Post
Apr 14, 2021
A few tips and tricks to keeping dependencies in your JS project fresh
I dread nothing more than running yarn oudated
on a React project I haven't
touched in a few months and seeing an output that looks something like this:
bash
â yarn outdated
yarn outdated v1.22.10
info Color legend :
"<red>" : Major Update backward-incompatible updates
"<yellow>" : Minor Update backward-compatible features
"<green>" : Patch Update backward-compatible bug fixes
Package Current Wanted Latest Package Type URL
@babel/core 7.12.13 7.13.15 7.13.15 devDependencies https://babel.dev/docs/en/next/babel-core
@babel/preset-react 7.12.13 7.13.13 7.13.13 devDependencies https://babel.dev/docs/en/next/babel-preset-react
@babel/preset-typescript 7.12.13 7.13.0 7.13.0 devDependencies https://babel.dev/docs/en/next/babel-preset-typescript
@types/node 14.14.25 14.14.37 14.14.37 devDependencies https://github.com/DefinitelyTyped/DefinitelyTyped.git
@types/react 17.0.1 17.0.3 17.0.3 devDependencies https://github.com/DefinitelyTyped/DefinitelyTyped.git
@types/react-dom 17.0.0 17.0.3 17.0.3 devDependencies https://github.com/DefinitelyTyped/DefinitelyTyped.git
autoprefixer 10.2.4 10.2.5 10.2.5 devDependencies https://github.com/postcss/autoprefixer#readme
dompurify 2.2.6 2.2.7 2.2.7 dependencies https://github.com/cure53/DOMPurify
jsdom 16.4.0 16.5.3 16.5.3 dependencies https://github.com/jsdom/jsdom#readme
netlify-cli 3.5.0 3.18.0 3.18.0 devDependencies https://github.com/netlify/cli
next 10.0.6 10.1.3 10.1.3 dependencies https://nextjs.org
postcss 8.2.4 8.2.10 8.2.10 devDependencies https://postcss.org/
react 17.0.1 17.0.2 17.0.2 dependencies https://reactjs.org/
react-device-detect 1.15.0 1.17.0 1.17.0 dependencies https://github.com/duskload/react-device-detect#readme
react-dom 17.0.1 17.0.2 17.0.2 dependencies https://reactjs.org/
react-query 3.9.8 3.13.8 3.13.8 dependencies https://github.com/tannerlinsley/react-query#readme
tailwindcss 2.0.2 2.1.1 2.1.1 devDependencies https://tailwindcss.com
ts-prune 0.8.8 0.8.9 0.9.0 devDependencies https://github.com/nadeesha/ts-prune#readme
typescript 4.1.3 4.2.4 4.2.4 devDependencies https://www.typescriptlang.org/
⨠Done in 2.61s.
This is the current state of this website though by the time you are reading this I would have updated the site. Because this project is not one I'm in frequently, a developing pain point is every time I need to make an update to my site, that update always starts with upgrading the dependencies in the project. So today I want to cover a few ways to avoid this issue.
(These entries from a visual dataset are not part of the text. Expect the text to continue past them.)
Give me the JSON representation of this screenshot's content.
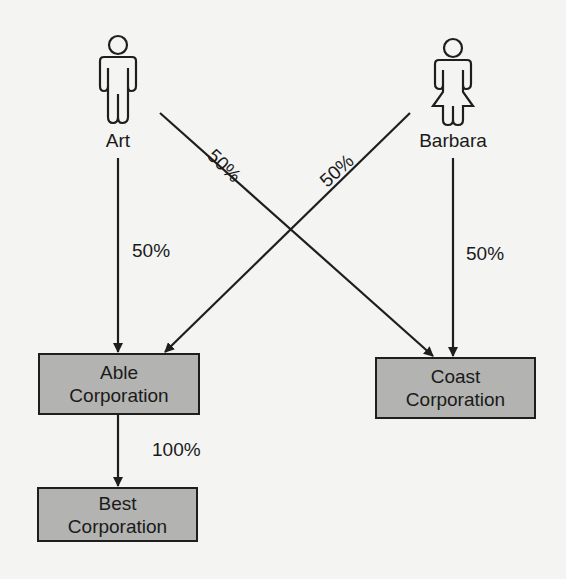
{
  "diagram": {
    "type": "ownership-structure",
    "colors": {
      "background": "#f4f4f2",
      "box_fill": "#b3b3b1",
      "line": "#1e1e1e"
    },
    "people": [
      {
        "id": "art",
        "label": "Art",
        "icon": "male-person-icon"
      },
      {
        "id": "barbara",
        "label": "Barbara",
        "icon": "female-person-icon"
      }
    ],
    "entities": [
      {
        "id": "able",
        "line1": "Able",
        "line2": "Corporation"
      },
      {
        "id": "coast",
        "line1": "Coast",
        "line2": "Corporation"
      },
      {
        "id": "best",
        "line1": "Best",
        "line2": "Corporation"
      }
    ],
    "edges": [
      {
        "from": "Art",
        "to": "Able Corporation",
        "label": "50%"
      },
      {
        "from": "Art",
        "to": "Coast Corporation",
        "label": "50%"
      },
      {
        "from": "Barbara",
        "to": "Able Corporation",
        "label": "50%"
      },
      {
        "from": "Barbara",
        "to": "Coast Corporation",
        "label": "50%"
      },
      {
        "from": "Able Corporation",
        "to": "Best Corporation",
        "label": "100%"
      }
    ]
  }
}
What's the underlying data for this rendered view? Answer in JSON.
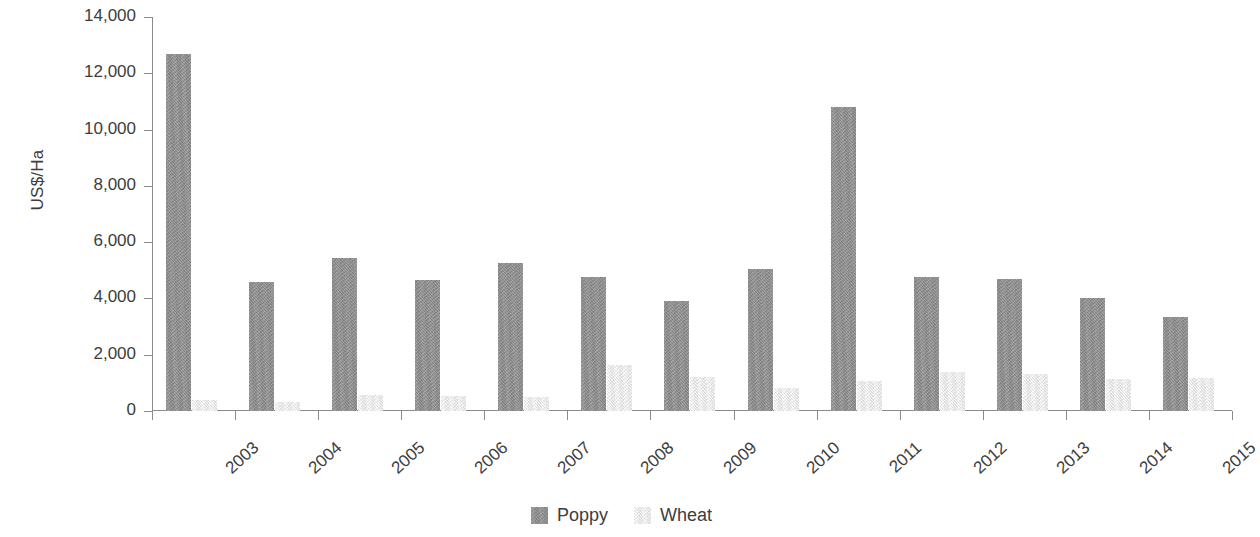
{
  "chart_data": {
    "type": "bar",
    "title": "",
    "subtitle": "",
    "xlabel": "",
    "ylabel": "US$/Ha",
    "ylim": [
      0,
      14000
    ],
    "ytick_step": 2000,
    "yticks": [
      "14,000",
      "12,000",
      "10,000",
      "8,000",
      "6,000",
      "4,000",
      "2,000",
      "0"
    ],
    "ytick_values": [
      14000,
      12000,
      10000,
      8000,
      6000,
      4000,
      2000,
      0
    ],
    "grid": false,
    "legend_position": "bottom-center",
    "categories": [
      "2003",
      "2004",
      "2005",
      "2006",
      "2007",
      "2008",
      "2009",
      "2010",
      "2011",
      "2012",
      "2013",
      "2014",
      "2015"
    ],
    "series": [
      {
        "name": "Poppy",
        "color": "#8e8e8e",
        "values": [
          12700,
          4600,
          5450,
          4650,
          5250,
          4750,
          3900,
          5050,
          10800,
          4750,
          4680,
          4030,
          3350
        ]
      },
      {
        "name": "Wheat",
        "color": "#eeeeee",
        "values": [
          400,
          330,
          560,
          520,
          500,
          1620,
          1200,
          830,
          1050,
          1400,
          1330,
          1140,
          1170
        ]
      }
    ]
  },
  "legend": {
    "items": [
      {
        "label": "Poppy",
        "color": "#8e8e8e"
      },
      {
        "label": "Wheat",
        "color": "#eeeeee"
      }
    ]
  },
  "axes": {
    "y_title": "US$/Ha"
  }
}
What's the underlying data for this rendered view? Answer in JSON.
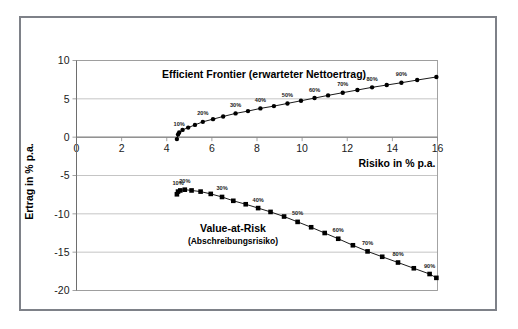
{
  "figure": {
    "background_color": "#ffffff",
    "frame_color": "#7e8188",
    "plot_border_color": "#9a9a9a",
    "gridline_color": "#b6b6b6",
    "series_color": "#000000"
  },
  "axes": {
    "x_title": "Risiko in % p.a.",
    "y_title": "Ertrag in % p.a.",
    "x_ticks": [
      "0",
      "2",
      "4",
      "6",
      "8",
      "10",
      "12",
      "14",
      "16"
    ],
    "y_ticks": [
      "10",
      "5",
      "0",
      "-5",
      "-10",
      "-15",
      "-20"
    ]
  },
  "annotations": {
    "efficient_frontier_title": "Efficient Frontier (erwarteter Nettoertrag)",
    "var_title": "Value-at-Risk",
    "var_subtitle": "(Abschreibungsrisiko)"
  },
  "chart_data": {
    "type": "line",
    "xlabel": "Risiko in % p.a.",
    "ylabel": "Ertrag in % p.a.",
    "xlim": [
      0,
      16
    ],
    "ylim": [
      -20,
      10
    ],
    "x_ticks": [
      0,
      2,
      4,
      6,
      8,
      10,
      12,
      14,
      16
    ],
    "y_ticks": [
      10,
      5,
      0,
      -5,
      -10,
      -15,
      -20
    ],
    "grid": "horizontal",
    "legend": "none",
    "series": [
      {
        "name": "Efficient Frontier (erwarteter Nettoertrag)",
        "marker": "diamond",
        "color": "#000000",
        "points": [
          {
            "x": 4.45,
            "y": -0.25,
            "label": ""
          },
          {
            "x": 4.5,
            "y": 0.35,
            "label": ""
          },
          {
            "x": 4.55,
            "y": 0.6,
            "label": "10%"
          },
          {
            "x": 4.7,
            "y": 0.95,
            "label": ""
          },
          {
            "x": 4.95,
            "y": 1.25,
            "label": ""
          },
          {
            "x": 5.25,
            "y": 1.6,
            "label": ""
          },
          {
            "x": 5.6,
            "y": 2.0,
            "label": "20%"
          },
          {
            "x": 6.05,
            "y": 2.35,
            "label": ""
          },
          {
            "x": 6.5,
            "y": 2.7,
            "label": ""
          },
          {
            "x": 7.05,
            "y": 3.1,
            "label": "30%"
          },
          {
            "x": 7.6,
            "y": 3.4,
            "label": ""
          },
          {
            "x": 8.15,
            "y": 3.75,
            "label": "40%"
          },
          {
            "x": 8.75,
            "y": 4.05,
            "label": ""
          },
          {
            "x": 9.35,
            "y": 4.4,
            "label": "50%"
          },
          {
            "x": 9.95,
            "y": 4.75,
            "label": ""
          },
          {
            "x": 10.55,
            "y": 5.1,
            "label": "60%"
          },
          {
            "x": 11.15,
            "y": 5.45,
            "label": ""
          },
          {
            "x": 11.8,
            "y": 5.8,
            "label": "70%"
          },
          {
            "x": 12.45,
            "y": 6.15,
            "label": ""
          },
          {
            "x": 13.1,
            "y": 6.5,
            "label": "80%"
          },
          {
            "x": 13.75,
            "y": 6.8,
            "label": ""
          },
          {
            "x": 14.4,
            "y": 7.1,
            "label": "90%"
          },
          {
            "x": 15.1,
            "y": 7.45,
            "label": ""
          },
          {
            "x": 15.95,
            "y": 7.85,
            "label": ""
          }
        ]
      },
      {
        "name": "Value-at-Risk (Abschreibungsrisiko)",
        "marker": "square",
        "color": "#000000",
        "points": [
          {
            "x": 4.45,
            "y": -7.45,
            "label": ""
          },
          {
            "x": 4.5,
            "y": -7.1,
            "label": "10%"
          },
          {
            "x": 4.6,
            "y": -6.95,
            "label": ""
          },
          {
            "x": 4.8,
            "y": -6.85,
            "label": "20%"
          },
          {
            "x": 5.1,
            "y": -6.95,
            "label": ""
          },
          {
            "x": 5.5,
            "y": -7.1,
            "label": ""
          },
          {
            "x": 5.95,
            "y": -7.4,
            "label": ""
          },
          {
            "x": 6.45,
            "y": -7.8,
            "label": "30%"
          },
          {
            "x": 6.95,
            "y": -8.3,
            "label": ""
          },
          {
            "x": 7.5,
            "y": -8.75,
            "label": ""
          },
          {
            "x": 8.05,
            "y": -9.25,
            "label": "40%"
          },
          {
            "x": 8.6,
            "y": -9.75,
            "label": ""
          },
          {
            "x": 9.2,
            "y": -10.35,
            "label": ""
          },
          {
            "x": 9.8,
            "y": -11.05,
            "label": "50%"
          },
          {
            "x": 10.4,
            "y": -11.75,
            "label": ""
          },
          {
            "x": 11.0,
            "y": -12.5,
            "label": ""
          },
          {
            "x": 11.6,
            "y": -13.25,
            "label": "60%"
          },
          {
            "x": 12.25,
            "y": -14.1,
            "label": ""
          },
          {
            "x": 12.9,
            "y": -14.9,
            "label": "70%"
          },
          {
            "x": 13.55,
            "y": -15.6,
            "label": ""
          },
          {
            "x": 14.25,
            "y": -16.35,
            "label": "80%"
          },
          {
            "x": 14.95,
            "y": -17.1,
            "label": ""
          },
          {
            "x": 15.65,
            "y": -17.85,
            "label": "90%"
          },
          {
            "x": 15.95,
            "y": -18.35,
            "label": ""
          }
        ]
      }
    ]
  }
}
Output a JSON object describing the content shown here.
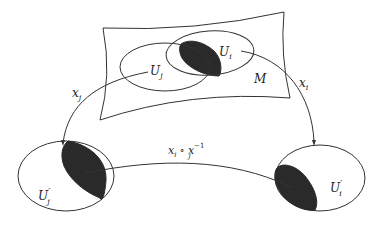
{
  "diagram": {
    "type": "manifold-charts-transition-map",
    "labels": {
      "manifold": "M",
      "chart_domain_i": "U",
      "chart_domain_i_sub": "i",
      "chart_domain_j": "U",
      "chart_domain_j_sub": "j",
      "image_j": "U",
      "image_j_prime": "′",
      "image_j_sub": "j",
      "image_i": "U",
      "image_i_prime": "′",
      "image_i_sub": "i",
      "map_j": "x",
      "map_j_sub": "j",
      "map_i": "x",
      "map_i_sub": "i",
      "transition_x": "x",
      "transition_x_sub": "i",
      "transition_op": "∘",
      "transition_y": "x",
      "transition_y_sub": "j",
      "transition_y_sup": "−1"
    },
    "colors": {
      "stroke": "#333333",
      "overlap_fill": "#2a2a2a",
      "background": "#ffffff"
    }
  }
}
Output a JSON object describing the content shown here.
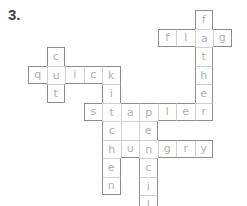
{
  "puzzle_number": "3.",
  "colors": {
    "outer_border": "#8c8c8c",
    "inner_border": "#d0d0d0",
    "letter": "#b0b0b0",
    "label": "#444444"
  },
  "grid": {
    "origin_x": 28,
    "origin_y": 10,
    "cell_size": 18.5
  },
  "words": [
    {
      "word": "flag",
      "direction": "across",
      "row": 1,
      "col": 7
    },
    {
      "word": "father",
      "direction": "down",
      "row": 0,
      "col": 9
    },
    {
      "word": "quick",
      "direction": "across",
      "row": 3,
      "col": 0
    },
    {
      "word": "cut",
      "direction": "down",
      "row": 2,
      "col": 1
    },
    {
      "word": "kitchen",
      "direction": "down",
      "row": 3,
      "col": 4
    },
    {
      "word": "stapler",
      "direction": "across",
      "row": 5,
      "col": 3
    },
    {
      "word": "pencil",
      "direction": "down",
      "row": 5,
      "col": 6
    },
    {
      "word": "hungry",
      "direction": "across",
      "row": 7,
      "col": 4
    }
  ],
  "empty_cells": [
    {
      "row": 6,
      "col": 5
    }
  ]
}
If you are confident upgrading all your packages to the latest version won't
break anything, you can run npm upgrade --latest
or yarn upgrade --latest
to
upgrade all the packages in your package.json
to the latest version.
One might think that you could upgrade individual packages by running npm/yarn upgrade <package_name>
and while that is true, it only updates the version in
your Lockfile, which is not a big help.
The slow or manual way is to simply upgrade the packages in your package.json
by
referencing the output of npm/yarn outdated
. This way is good if your project
is picky about package versions and you need to test every upgraded package to
make sure things work. While slow, it's the best way of making sure you don't
break anything.
If you looked at the last two ways and though to yourself "well this still sucks" then I agree with you. In fact the best way I found to keep packages up to date is to use a dependency bot like Dependabot or Renovatebot. These bots will automatically keep your project up to date by figuring out which packages are outdated and automatically open PR's for them. So all you have to do it approve and merge the PR.
Both of these bots do largely the same thing and it doesn't really matter which one you get, and for personal projects both are free.
And while these bots are great for ongoing maintenance, I would not recommend using them out of the gate if you have a ton of outdated dependencies. The reason is they will create a PR for every outdated dependency, and if you have CI that needs to run before a PR is merged, this may turn out to be more of a hassle for what it's worth. My suggestion is to use option 1 or option 2 to update all your dependencies then utilize dependency bots for all subsequent updates.